“Michael Heffner had owned his detached house a short drive from the seafront in Virginia Beach, on the US east coast, for exactly one year when his home insurer abruptly cancelled coverage. “They just dropped me,” says Heffner, a US Navy officer. “There was no, ‘Hey, do you want to stay on with us if we charge more?’ Nothing.”  Scrambling to find a new insurer, he found his existing premium of about $1,200 a year impossible to replicate. Instead, he received quotes ranging from $2,000 to $3,200. ”

FT Feb 12th 2024

Heffner, and millions of other homeowners worldwide are on the front line of an insurance affordability crisis. Global warming is making extreme weather events such as storms, floods and wildfires more frequent and severe, and therefore increasingly difficult for the sector to cover. As firms exit some areas and demand higher premiums in others, affordable home insurance cover — for many an essential annual outlay, often a condition of their mortgage debt — is getting harder to secure.

It's not just the USA. Continental Europe, Australia, and even in the less extreme climate of the UK the Bank of England warned in its 2021 climate survey that, in a scenario of governments failing to act on climate and global warming reaching 3.3C above pre-industrial levels by 2050, about 7% of UK households currently covered would be forced to go without insurance due to unavailability or expense. 

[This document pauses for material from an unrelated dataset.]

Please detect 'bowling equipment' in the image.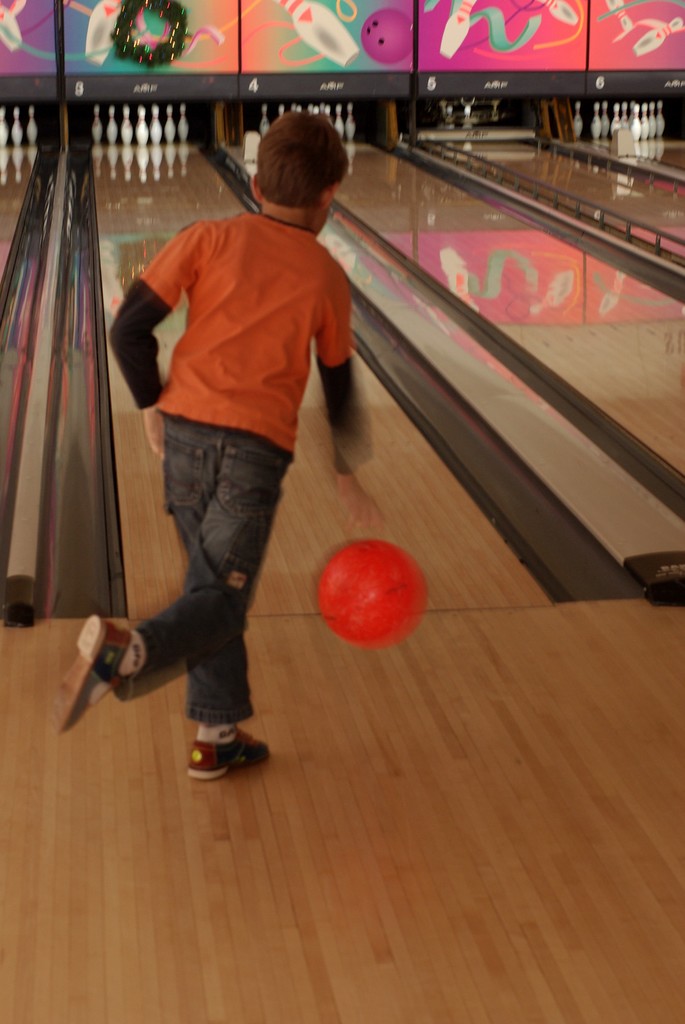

Such a trend could test the sector’s limits, some say. If yearly losses stick above the $100bn level, and firms are forced into further price rises and pullbacks to protect their balance sheets, it could “harm the whole proposition of the insurance sector to society”, says one reinsurance chief executive. There will be growing “patches” where buying insurance is uneconomical, Swiss Re has predicted.

The pressure on insurers and governments to counter these trends and provide cover are immense. It gives increased importance for insurers to free themselves from the shackles of legacy technology that means insurers spend too much time on control and admin leaving too little time for planning the future and improving performance. 

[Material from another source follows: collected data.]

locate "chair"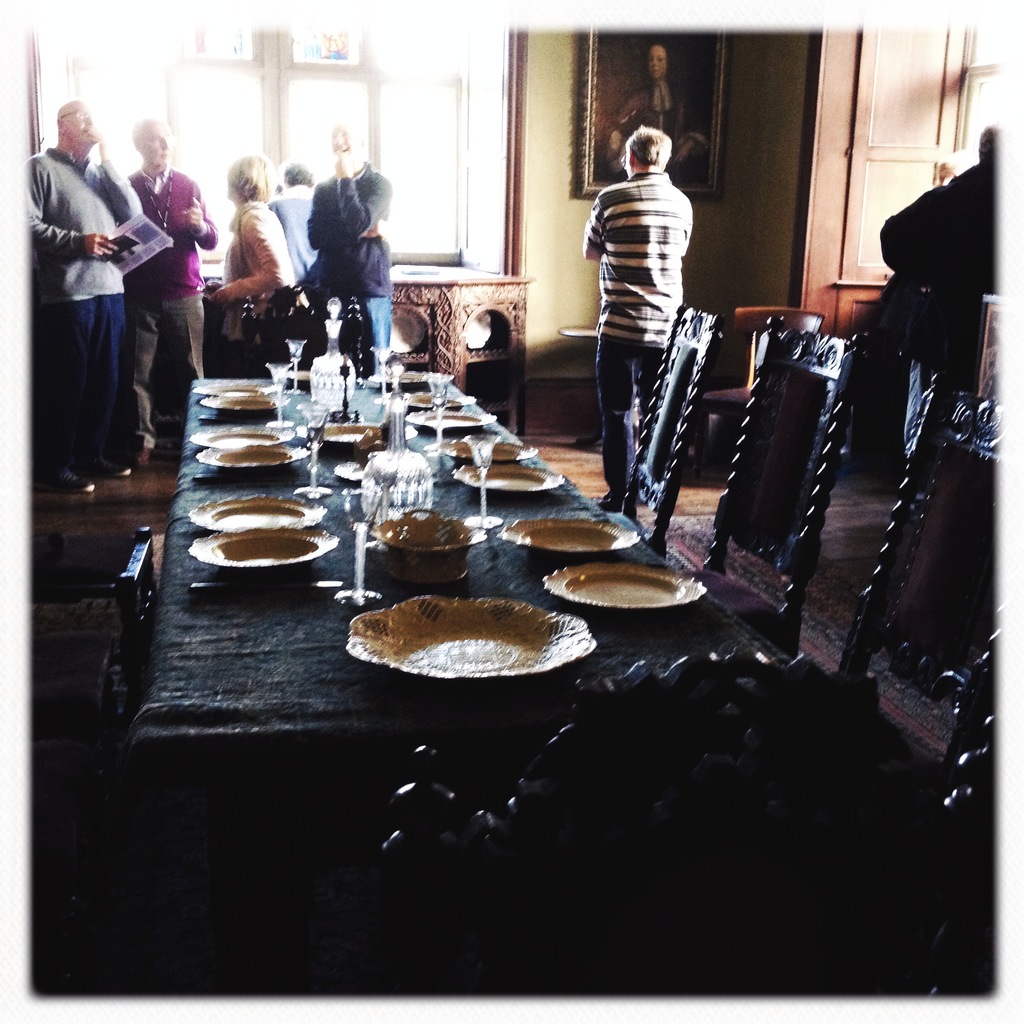
x1=841, y1=372, x2=1004, y2=785
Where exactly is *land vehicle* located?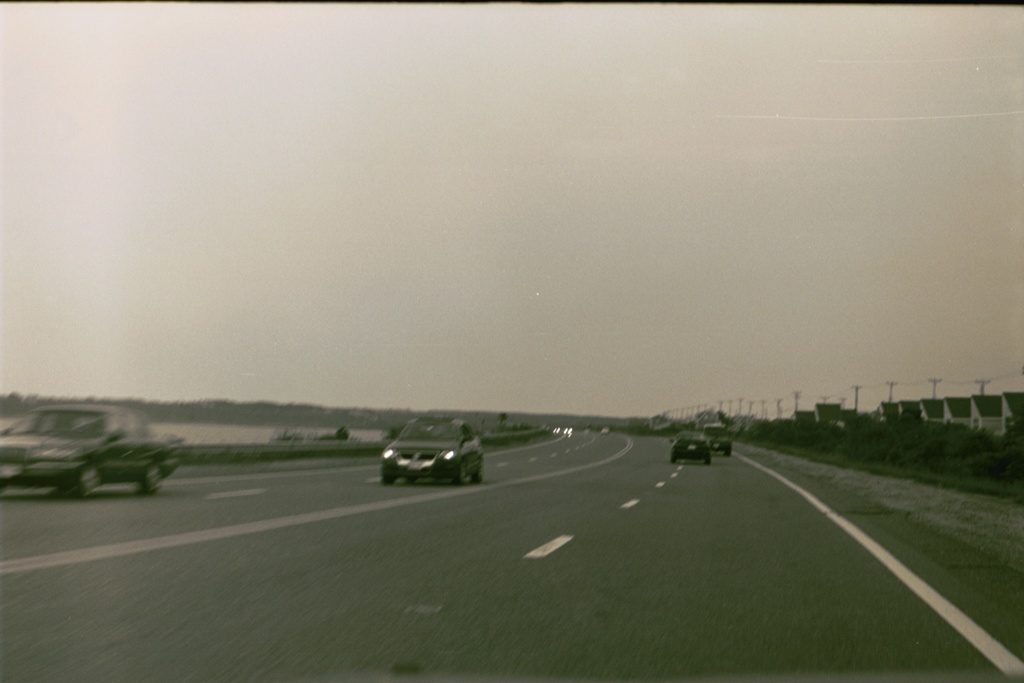
Its bounding box is locate(706, 423, 732, 456).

I wrote an article that Genasys kindly published recently that explains a way to free insurers from these shackles.

Back to freeing resources to focus on performance and growth

To achieve that effectively insurers must free themselves from spending most of the time on control to spending more on performance improvement and growth through innovation. They cannot do that if different parts of the value chain are managed on disparate and unconnected systems.

A PAS is not a panacea. It will not have the automated underwriting capabilities of new SaaS software like Cytora and Hyperexponential. Nor the counter-fraud capabilities of FRISS or SHIFT. Or the digital payment capabilities of Stripe, Mastercard, and Imburse. Nor the repair network coordination power of Entegral. The list goes on and on and will change as the relevant capabilities of each part of the ecosystem waxes and wanes.

What a MACH platform will allow you to accomplish is to integrate these into a complete and effective technology ecosystem. Cost-effectively, promptly, and pro-actively to allow insurers to anticipate threats and opportunities.

I suggest that with such a PAS, insurers might not have faced the flood of complaints nor the adverse loss ratios so many have suffered this year.

This is an excerpt from an article I wrote for Genasys which is one of the new breed of MACH platforms for carriers, brokers, and MGAs. 

For a full, explanation of what a MACH platform is and why it will help insurers find the time and free resources to help tackle the issues above click HERE. 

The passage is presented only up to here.